By Andrew Lehn —
On March 30, Eva Schloss, holocaust survivor and step-sister to Anne Frank, told her story to Menomonie and answered questions about surviving one of humanity’s darkest hours. Schloss spoke to over 900 people at the Memorial Student Center’s Great Hall as part of a five-college tour of Wisconsin.
Schloss is now by all accounts an extraordinary 85-year-old; she is the survivor of Auschwitz-Birkenau concentration camps, author of three books and co-founder of the charity Anne Frank Trust UK with the mission statement “Challenge Prejudice, Reduce Hatred.” However, until 1938 she was just an average 8-year-old girl. Eva Schloss (maiden name Geiringer) was an active child, enjoying mountaineering and the outdoors. “I was quite the wild child; I had an older brother, and he should have been the girl and me the boy.”
Hitler’s rise to power and the German annexation of her homeland Austria changed her life unalterably.
Schloss began a journey for safety through Europe that would not end until seven long years had passed. “Before the annexation we had not experienced anti-semitism, but from that moment on, the population became even worse than the Germans.” Many Jews had begun to be deported to ghettos. Their family was driven from their home in Vienna and forced to cross the border illegally to Brussels without her father, who was working in Holland and later the Netherlands attempting to obtain legal visas. “By 1939 it became very, very difficult for Jewish people to get a visa to go anywhere in the world,” said Eva Schloss. ”If they would have caught us we might have been shot on the spot.” Finally in February of 1940, her father obtained a work visa for the family, and they were able to reunite in the Netherlands. That is where she first met Anne and Otto Frank.
Eva Schloss recalled first meeting Anne Frank in the courtyard of the apartment where they were living in Amsterdam. She introduced herself and later introduced me to her family, as they were all German speakers. “We became friends. Very often people ask me what the last conversation I had with Anna was, and I say, ‘Do you want me to make up something?’ because how can you remember?” said Schloss.
“She was just one of my playmates.” Schloss recalled more details about the young Frank. “She was quite a big chatterbox in school, she was called Ms. Quack-Quack. Already at eleven she was quite a flirt!”
For a few months things were good in Amsterdam, life was relatively normal, and the war seemed far away. “I felt very happy there, but unfortunately it didn’t last very long,” remembered Schloss. “One night we heard airplanes and guns. We put on the radio and heard that the German army was trying to invade our country. Well, they didn’t just try; they did it,” said Schloss.
They bombed Rotterdam, and within five days the Germans had overtaken the country and Amsterdam was no longer safe. “We tried to escape with a boat to England but as soon as we got to the harbor everything was gone,” said Schloss. “We were trapped again.”
Things became more and more dangerous. Jews were forced to wear the yellow star and often people would just disappear. By 1942 many were sent to Mauthausen, a horrific Austrian death camp where many were thrown from the cliffs to their death. Eventually her brother received orders to go to a work camp, and the family had to go into hiding. Her brother and father were split from her and her mother. They went into hiding for two years, moving eight times before they were betrayed by a Dutch nurse who was actually working for the Germans. “It happened on my 15th birthday,” said Schloss.
They were brought in a packed cattle truck with about 100 others headed to the Auschwitz-Birkenau concentration camps. After about four days they arrived at Auschwitz. “It was an ordinary little Polish town, but the Germans had used the land around the town for the most horrible death camps,” said Schloss. “It must have been around 10 square miles of barracks and different camps surrounded with electrified wire.” Before she even entered the camp Eva felt afraid for her life. “We knew that Auschwitz was one of the biggest camps and that they had gas chambers.” Again Eva and her mother were separated from her brother and her father, this time for the last time. She would never see her brother again, and only by miracle she would speak to her father three more times before he and her brother died, only days before the Russians freed the camps.
Eva spent eight months in Auschwitz. They slept in barracks like cages with nothing inside. Every morning they were called to stand for two hours at roll call, given a tiny amount of liquid, then sent to work. After working many more hours they were given chunks of old bread. This was the day-to-day. Winters were freezing and summers were scalding. Once a week they were deloused. For about 40 years Eva stayed silent with her story. She never thought she would speak about what happened to her and her family. The horrors of the Holocaust still stop her from sleeping some nights. Eva hopes that by sharing her story she will help people learn from history’s mistakes and make the world a more peaceful place.
“If you hate people, you will be a miserable person.” That is the advice given to her by Otto Frank after the war, and it is advice she took to heart. “After Auschwitz this should never happen again,” Schloss said. “I have hope for you kids, the next generation, to do better. Through learning and reflecting and seeing the consequences of terrible things perhaps, eventually we will realize how we have to act.”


● TASK TO CARRY OUT
Your reply is to be the lines below, exactly as written, with images omitted.

Stored items:
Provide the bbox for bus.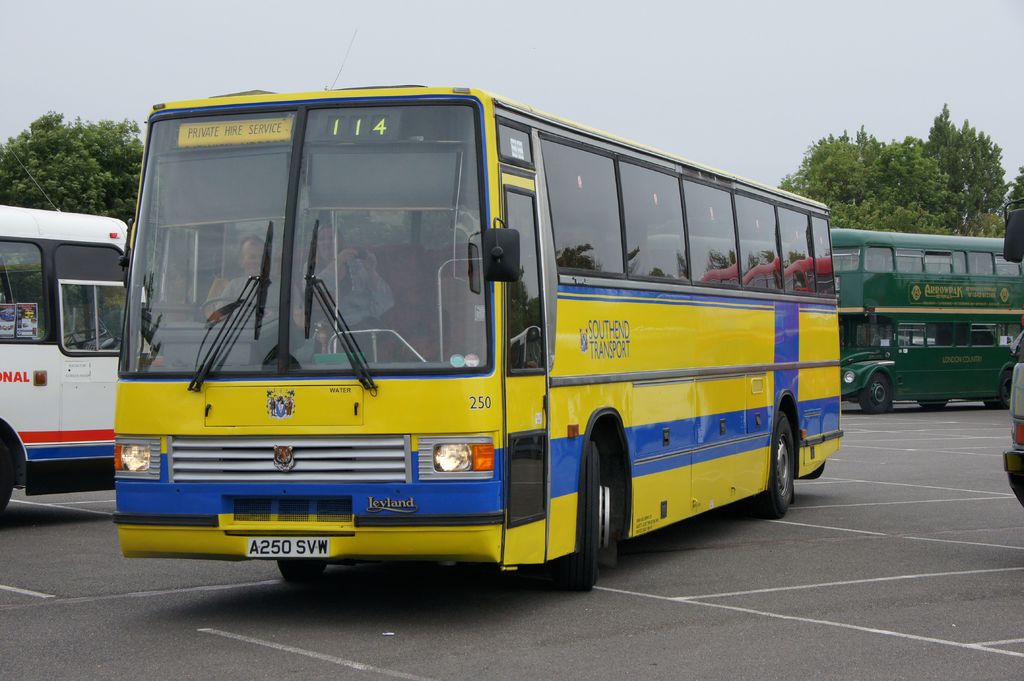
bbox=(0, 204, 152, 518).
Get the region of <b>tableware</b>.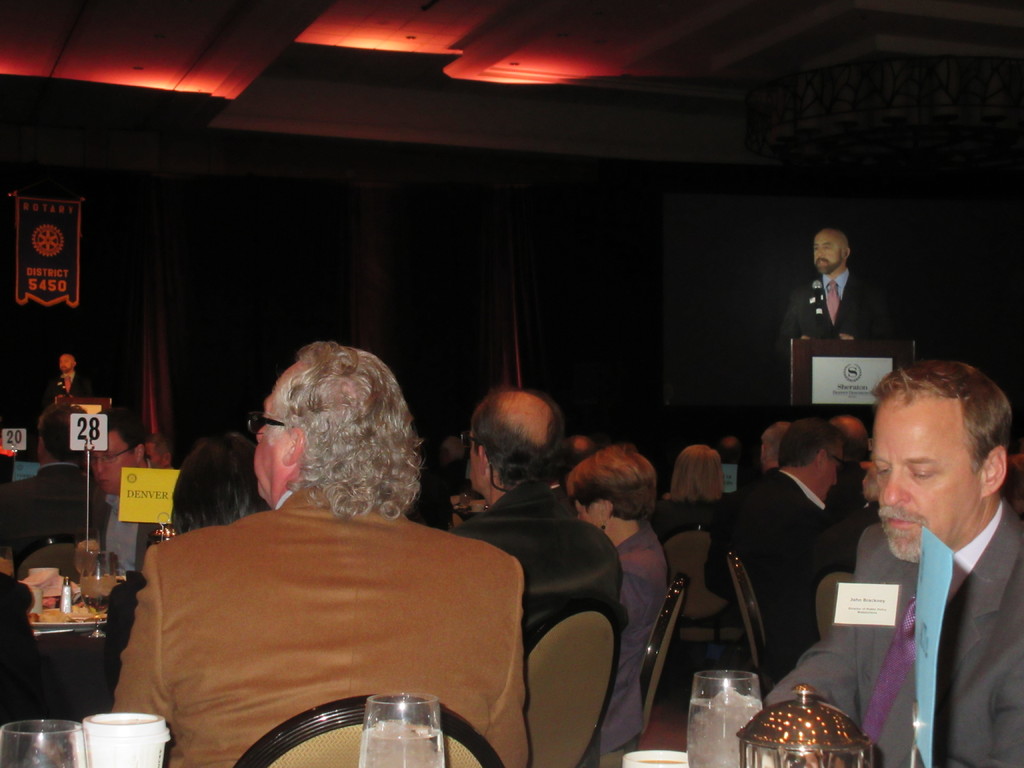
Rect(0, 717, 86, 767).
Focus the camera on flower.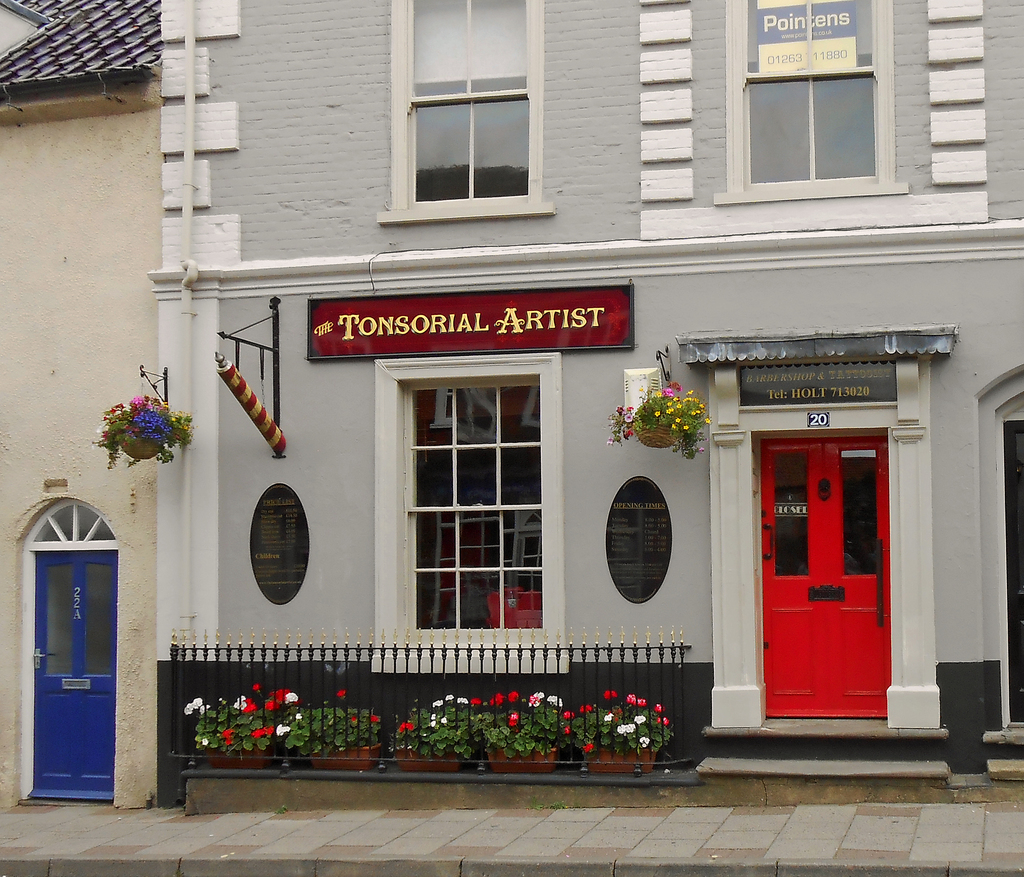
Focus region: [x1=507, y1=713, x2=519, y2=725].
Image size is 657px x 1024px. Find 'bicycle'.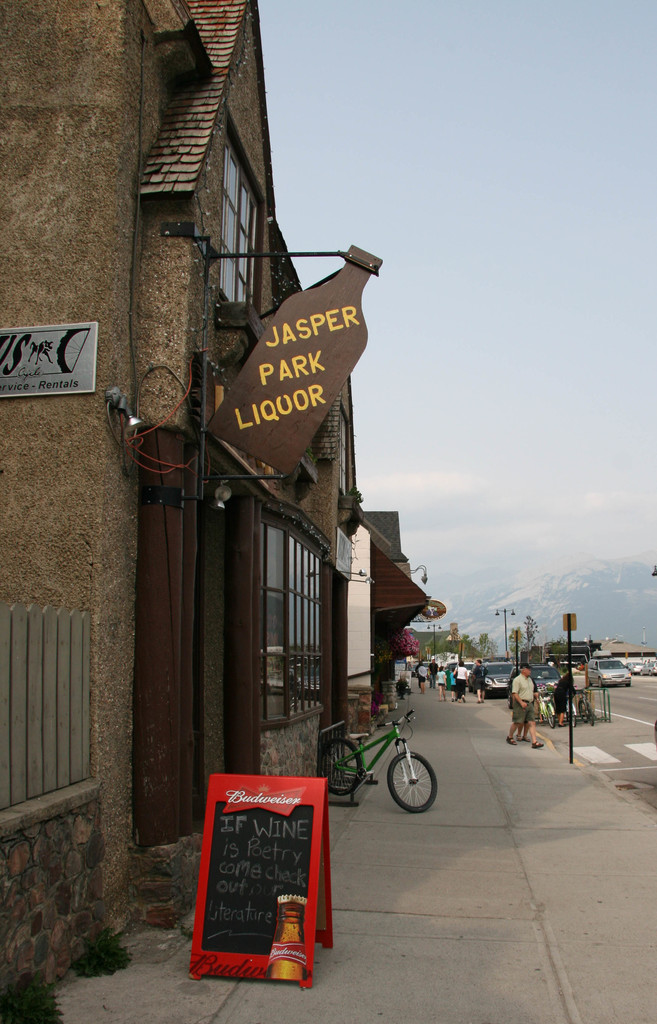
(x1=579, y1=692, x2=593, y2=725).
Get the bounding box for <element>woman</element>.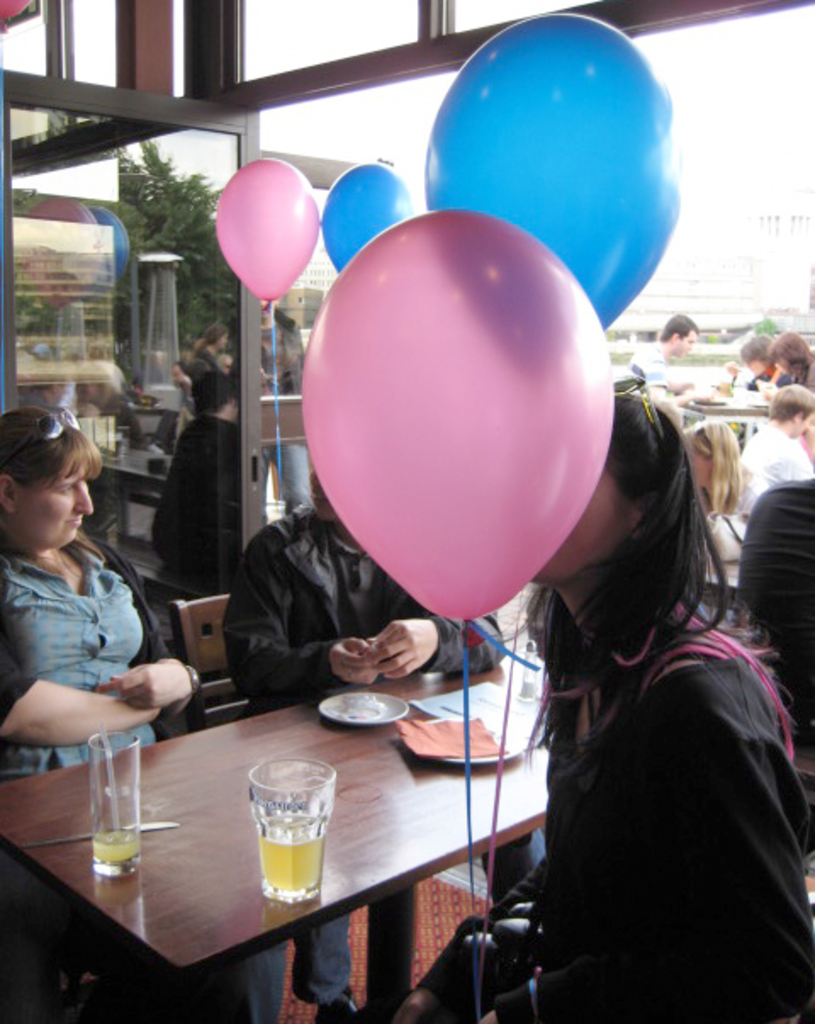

● PROBLEM SOLUTION
Provide the bbox for bus.
bbox=(0, 204, 152, 518).
Get the region of <b>tableware</b>.
Rect(0, 717, 86, 767).
Focus the camera on flower.
Focus region: [x1=507, y1=713, x2=519, y2=725].
Image size is 657px x 1024px. Find 'bicycle'.
(x1=579, y1=692, x2=593, y2=725).
Get the bounding box for <element>woman</element>.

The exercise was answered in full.